The Holy Eucharist
Εὐχαριστία — Eucharistia · ef-khah-rees-TEE-ah
In brief
The Holy Eucharist is the mystery in which bread and wine, offered to God with thanksgiving, become the very Body and Blood of Christ and are received by the faithful for the remission of sins and life everlasting. The Church confesses the change with complete realism and declines to explain its mechanics: Orthodoxy defines the fact and leaves the manner a mystery.
Thanksgiving that becomes Communion
Eucharistia is simply the Greek word for thanksgiving. At the Supper on the night He was betrayed, Christ "took bread, and blessed it, and brake it, and gave it to the disciples, and said, Take, eat; this is my body," and of the cup, "this is my blood of the new testament, which is shed for many for the remission of sins" (Matthew 26:26-28). The Church has done this ever since — there is no century of Christian history without the Eucharist. Around the year 155, St. Justin Martyr described for a pagan readership exactly what Orthodox Christians still do on Sunday mornings, and exactly what they believe about it: "For not as common bread and common drink do we receive these."
The Eucharist is celebrated at the-divine-liturgy, where the gifts of bread and wine — prepared from the offering loaves — are carried to the altar and offered in the great prayer called the Anaphora. Within that prayer the Lord's own words of institution are solemnly proclaimed, and the priest asks the Father to send down the Holy Spirit upon the people and upon the gifts — the epiclesis. Orthodoxy resists isolating a single "moment of consecration" like a chemical reaction's flash point: the whole Anaphora consecrates, and the Spirit, not a formula, effects the change.
The fact defined, the manner a mystery
What does the Church believe happens? Exactly what Christ said: the bread is His Body and the cup is His Blood. "For my flesh is meat indeed, and my blood is drink indeed" (John 6:55) — and when many disciples found the saying too hard and left, Christ did not soften it into metaphor. The Fathers speak with the same unembarrassed realism. St. Cyril of Jerusalem told the newly baptized to trust the Lord's word over their own tongue: the seeming bread is not bread but the Body of Christ, the seeming wine not wine but His Blood, "though the taste will have it so." The gifts are not a picture, a memory-aid, or a bare symbol; after the consecration the Church handles them as it would handle nothing else in the world, and reserves them to commune the sick.

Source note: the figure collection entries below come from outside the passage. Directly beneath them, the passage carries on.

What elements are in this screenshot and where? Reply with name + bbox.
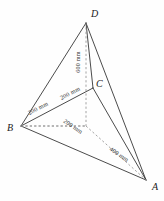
vertex-label-A: A: [151, 181, 159, 192]
vertex-label-D: D: [90, 8, 99, 19]
dimension-bc-lower: 200 mm: [27, 100, 49, 116]
vertex-label-B: B: [7, 122, 13, 133]
dimension-labels-group: 200 mm 200 mm 600 mm 200 mm 400 mm: [27, 51, 131, 163]
vertex-labels-group: A B C D: [7, 8, 159, 192]
edge-B-A: [21, 126, 146, 180]
dimension-bc-upper: 200 mm: [59, 85, 81, 101]
figure-container: 200 mm 200 mm 600 mm 200 mm 400 mm A B C…: [0, 0, 164, 201]
edge-C-A: [93, 88, 146, 180]
dimension-height-do: 600 mm: [74, 51, 81, 73]
tetrahedron-diagram: 200 mm 200 mm 600 mm 200 mm 400 mm A B C…: [0, 0, 164, 201]
vertex-label-C: C: [96, 78, 103, 89]
edge-D-A: [86, 23, 146, 180]
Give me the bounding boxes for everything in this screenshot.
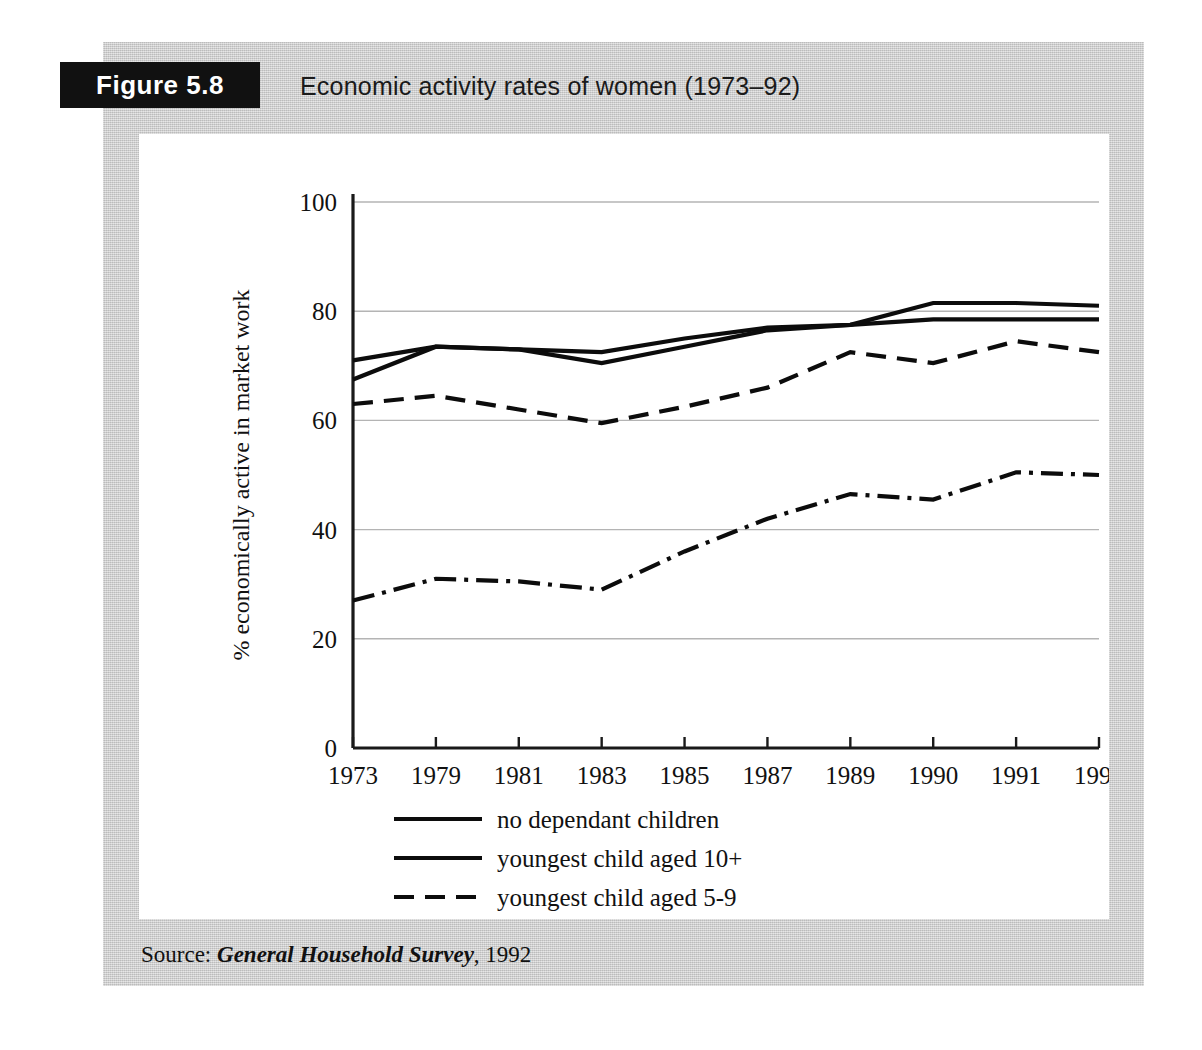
source-title: General Household Survey: [217, 942, 474, 967]
x-tick-label: 1990: [908, 762, 958, 789]
x-tick-label: 1991: [991, 762, 1041, 789]
y-tick-label: 40: [312, 517, 337, 544]
x-tick-label: 1987: [742, 762, 792, 789]
x-tick-label: 1983: [577, 762, 627, 789]
series-line: [353, 303, 1099, 379]
y-axis-ticks: 020406080100: [300, 189, 338, 762]
legend-label: no dependant children: [497, 806, 720, 833]
y-axis-title: % economically active in market work: [228, 289, 254, 660]
chart-canvas: 020406080100 197319791981198319851987198…: [139, 134, 1109, 919]
legend-label: youngest child aged 10+: [497, 845, 742, 872]
gridlines: [353, 202, 1099, 639]
x-tick-label: 1981: [494, 762, 544, 789]
y-tick-label: 0: [325, 735, 338, 762]
source-year: , 1992: [474, 942, 532, 967]
x-tick-label: 1973: [328, 762, 378, 789]
series-lines: [353, 303, 1099, 601]
source-label: Source:: [141, 942, 211, 967]
x-tick-label: 1992: [1074, 762, 1109, 789]
chart-legend: no dependant childrenyoungest child aged…: [394, 806, 742, 919]
y-tick-label: 60: [312, 407, 337, 434]
y-axis-title-text: % economically active in market work: [228, 289, 254, 660]
x-tick-label: 1985: [660, 762, 710, 789]
series-line: [353, 341, 1099, 423]
x-tick-label: 1989: [825, 762, 875, 789]
axes: [353, 194, 1099, 748]
x-axis-ticks: 1973197919811983198519871989199019911992: [328, 737, 1109, 789]
line-chart: 020406080100 197319791981198319851987198…: [139, 134, 1109, 919]
figure-number-tag: Figure 5.8: [60, 62, 260, 108]
figure-plate: Figure 5.8 Economic activity rates of wo…: [103, 42, 1144, 986]
series-line: [353, 472, 1099, 600]
source-note: Source: General Household Survey, 1992: [141, 942, 531, 968]
figure-title: Economic activity rates of women (1973–9…: [300, 64, 800, 108]
y-tick-label: 80: [312, 298, 337, 325]
y-tick-label: 100: [300, 189, 338, 216]
legend-label: youngest child aged 5-9: [497, 884, 737, 911]
x-tick-label: 1979: [411, 762, 461, 789]
y-tick-label: 20: [312, 626, 337, 653]
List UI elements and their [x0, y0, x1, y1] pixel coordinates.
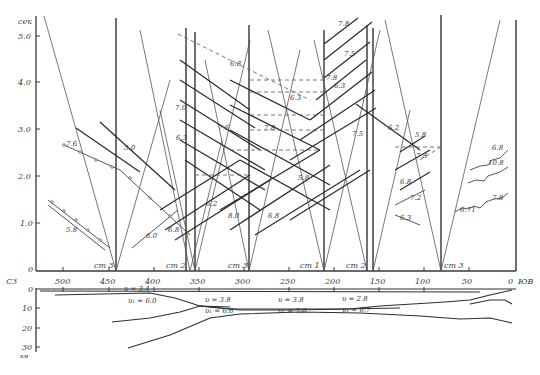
curve-label-r3: 7.2 [410, 194, 422, 202]
station-label-3b: ст 3 [228, 261, 248, 270]
depth-tick-20: 20 [21, 324, 32, 333]
curve-label-c8: 5.8 [298, 174, 310, 182]
layer-label-4: υ = 3.8 [278, 296, 304, 304]
depth-unit-label: км [20, 352, 29, 359]
curve-label-u4: 7.5 [352, 130, 364, 138]
curve-label-c9: 6.3 [290, 94, 302, 102]
dist-tick-300: 300 [235, 277, 250, 286]
dist-tick-500: 500 [55, 277, 70, 286]
station-label-1: ст 1 [300, 261, 320, 270]
dist-tick-450: 450 [99, 277, 115, 286]
curve-label-5.0: 5.0 [124, 144, 136, 152]
curve-label-r0: 5.8 [415, 131, 427, 139]
layer-label-6: υ = 2.8 [342, 295, 368, 303]
curve-label-u2: 7.8 [326, 74, 338, 82]
time-tick-2: 2.0 [17, 172, 31, 181]
curve-label-r2: 6.8 [400, 178, 412, 186]
dist-tick-150: 150 [370, 277, 385, 286]
depth-tick-10: 10 [22, 304, 32, 313]
layer-label-2: υ = 3.8 [205, 296, 231, 304]
time-tick-3: 3.0 [18, 125, 31, 134]
depth-tick-0: 0 [28, 285, 33, 294]
curve-label-f3: 6.71 [460, 206, 476, 214]
boundary-3 [128, 312, 512, 348]
curve-label-c5: 6.2 [206, 200, 218, 208]
boundary-1-right [470, 300, 512, 304]
nw-label: СЗ [6, 277, 17, 286]
station-label-2b: ст 2 [346, 261, 366, 270]
curve-label-f2: 7.8 [492, 194, 504, 202]
curve-label-r1: 7.8 [416, 152, 428, 160]
time-unit-label: сек [18, 17, 32, 26]
curve-label-u5: 6.2 [388, 124, 400, 132]
curve-label-f0: 6.8 [492, 144, 504, 152]
curve-label-c4: 7.8 [264, 124, 276, 132]
curve-label-7.6: 7.6 [66, 140, 78, 148]
se-label: ЮВ [517, 277, 534, 286]
dist-tick-200: 200 [324, 277, 340, 286]
seismic-hodograph-figure: сек 5.0 4.0 3.0 2.0 1.0 0 СЗ 500 450 400… [0, 0, 540, 375]
curve-label-f1: 10.8 [488, 159, 504, 167]
dist-tick-350: 350 [190, 277, 205, 286]
dist-tick-250: 250 [279, 277, 295, 286]
time-tick-4: 4.0 [17, 78, 31, 87]
layer-label-5: υ₁ = 7.0 [278, 307, 307, 315]
curve-label-c7: 6.8 [268, 212, 280, 220]
curve-label-u3: 6.3 [334, 82, 346, 90]
curve-label-5.8: 5.8 [66, 226, 78, 234]
curve-label-c3: 7.6 [218, 124, 230, 132]
layer-label-0: υ = 3.4 [124, 285, 150, 293]
curve-label-c1: 7.0 [175, 104, 187, 112]
curve-label-c2: 6.3 [176, 134, 188, 142]
time-tick-0: 0 [28, 265, 33, 274]
time-tick-1: 1.0 [20, 219, 33, 228]
curve-label-c6: 8.0 [228, 212, 240, 220]
boundary-2-left [112, 306, 200, 322]
dist-tick-50: 50 [462, 277, 472, 286]
direct-wave-rays [44, 16, 500, 271]
surface-line-2 [40, 291, 480, 292]
depth-tick-30: 30 [22, 343, 32, 352]
curve-label-r4: 6.3 [400, 214, 412, 222]
layer-label-7: υ₁ = 6.7 [342, 306, 371, 314]
dist-tick-100: 100 [415, 277, 430, 286]
lower-panel: 0 10 20 30 км υ = 3.4 υ₁ = 6.0 υ = 3.8 υ… [20, 285, 516, 359]
station-label-3c: ст 3 [444, 261, 464, 270]
curve-label-c0: 6.8 [230, 60, 242, 68]
time-tick-5: 5.0 [18, 32, 31, 41]
curve-label-u1: 7.5 [344, 50, 356, 58]
layer-label-1: υ₁ = 6.0 [128, 297, 157, 305]
dist-tick-0: 0 [508, 277, 513, 286]
station-label-3a: ст 3 [94, 261, 114, 270]
station-label-2a: ст 2 [166, 261, 186, 270]
layer-label-3: υ₁ = 6.6 [205, 307, 234, 315]
upper-panel: сек 5.0 4.0 3.0 2.0 1.0 0 СЗ 500 450 400… [6, 15, 534, 286]
curve-label-6.0: 6.0 [146, 232, 158, 240]
curve-label-u0: 7.8 [338, 20, 350, 28]
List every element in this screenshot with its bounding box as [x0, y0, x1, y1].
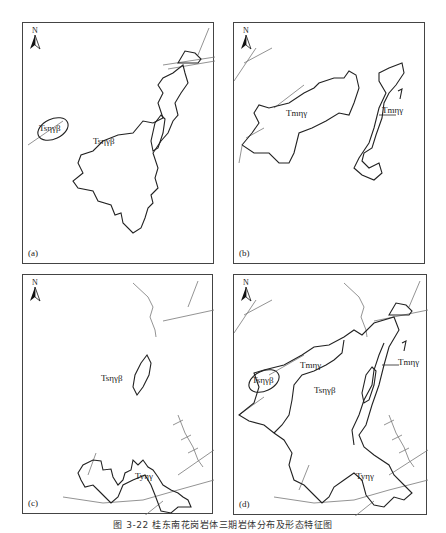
- north-arrow-icon: N: [239, 279, 253, 305]
- map-panel-b: N Tmηγ Tmηγ (b): [233, 22, 425, 264]
- map-panel-c: N Tsηγβ Tyηγ (c): [22, 274, 213, 514]
- rock-unit-label: Tmηγ: [286, 108, 307, 118]
- map-panel-b-geology: [234, 23, 426, 265]
- rock-unit-label: Tsηγβ: [252, 375, 274, 385]
- rock-unit-label: Tsηγβ: [314, 385, 336, 395]
- north-arrow-icon: N: [239, 27, 253, 53]
- rock-unit-label: Tmηγ: [300, 360, 321, 370]
- north-arrow-icon: N: [28, 27, 42, 53]
- panel-label-a: (a): [28, 248, 38, 258]
- map-panel-d: N Tmηγ Tmηγ Tsηγβ Tsηγβ Tyηγ (d): [233, 274, 427, 515]
- rock-unit-label: Tyηγ: [135, 471, 153, 481]
- panel-label-d: (d): [239, 499, 250, 509]
- map-panel-a: N Tsηγβ Tsηγβ (a): [22, 22, 214, 264]
- rock-unit-label: Tmηγ: [382, 105, 403, 115]
- figure-caption: 图 3-22 桂东南花岗岩体三期岩体分布及形态特征图: [0, 518, 446, 531]
- rock-unit-label: Tsηγβ: [39, 123, 61, 133]
- map-panel-d-geology: [234, 275, 428, 516]
- north-arrow-icon: N: [28, 279, 42, 305]
- rock-unit-label: Tmηγ: [398, 357, 419, 367]
- map-panel-a-geology: [23, 23, 215, 265]
- rock-unit-label: Tsηγβ: [101, 373, 123, 383]
- map-panel-c-geology: [23, 275, 214, 515]
- panel-label-b: (b): [239, 248, 250, 258]
- rock-unit-label: Tsηγβ: [93, 136, 115, 146]
- rock-unit-label: Tyηγ: [356, 471, 374, 481]
- panel-label-c: (c): [28, 498, 38, 508]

How the change happens, the Church declines to define — this is the settled Orthodox instinct: define the fact, leave the mechanism a mystery. The medieval West developed the term transubstantiation, with a scholastic apparatus of "substance" and "accidents" to explain what changes and what remains. Some later Orthodox texts did adopt the term or its Greek equivalent metousiosis — the Synod of Jerusalem (1672) used it, and St. Philaret's catechism kept the word — but pointedly stripped of the mechanics: the catechism explains that the word "is not to be taken to define the manner in which the bread and wine are changed into the Body and Blood of the Lord; for this none can understand but God," but only to affirm that the change is true, real, and substantial. That is a fair summary of the whole Orthodox position: the term is not condemned, the realism it guards is required, and no philosophical account of the how has ever been made dogma.
Sacrifice, medicine, and life
The Eucharist is a true sacrifice — the Liturgy says so constantly — but not a new one. Christ offered Himself once for all; the Eucharist does not repeat that offering but makes it present, so that every generation stands at the same Supper and the same Cross. "The cup of blessing which we bless, is it not the communion of the blood of Christ?" (1 Corinthians 10:16). And because many share the one bread, the Eucharist does not only unite each communicant to Christ — it makes the many into one Body. The Church does not so much have the Eucharist as become herself in it.
It is received as food, because it gives life the way food does — from the inside. St. Ignatius of Antioch, a disciple of the apostles' generation, called it the medicine of immortality; the priest gives it at the Chalice "for the remission of sins and unto life everlasting." What the faithful do to prepare for it, and how it is actually given and received, has its own entry: receiving-holy-communion.